■ WHAT TO PRODUCE ■
Although the listing below holds pictures, reproduce only its lines from the one containing "At what (x,y)" through the last, exactly and without them.

Segment Start: INPUT MATERIAL

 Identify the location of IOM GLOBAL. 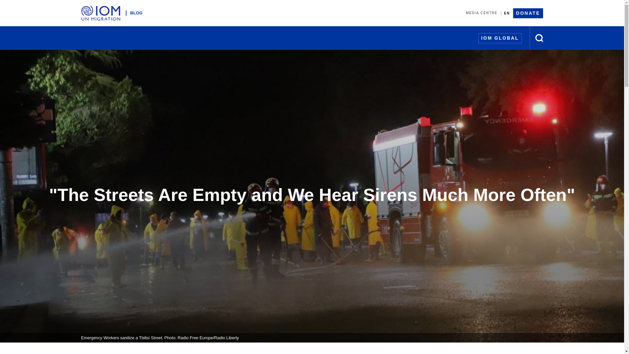
(500, 38).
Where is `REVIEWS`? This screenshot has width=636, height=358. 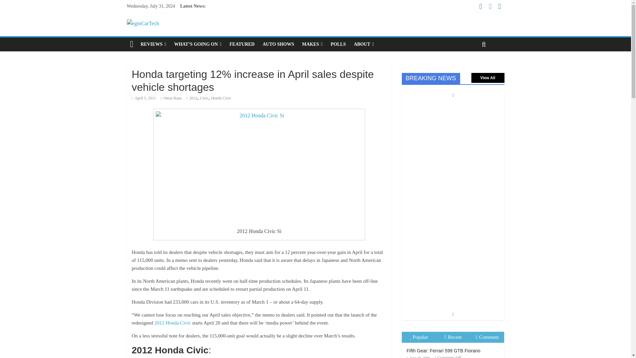 REVIEWS is located at coordinates (153, 44).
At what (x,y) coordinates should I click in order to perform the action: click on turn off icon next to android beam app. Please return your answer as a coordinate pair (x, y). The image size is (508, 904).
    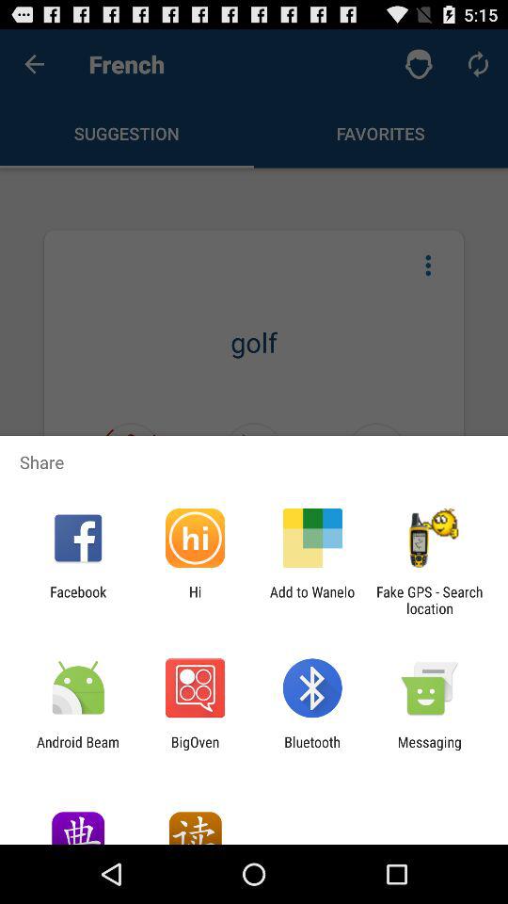
    Looking at the image, I should click on (195, 750).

Segment End: INPUT MATERIAL

■ FINAL ANSWER ■
At what (x,y) coordinates should I click in order to perform the action: click on turn off icon next to android beam app. Please return your answer as a coordinate pair (x, y). The image size is (508, 904).
    Looking at the image, I should click on (195, 750).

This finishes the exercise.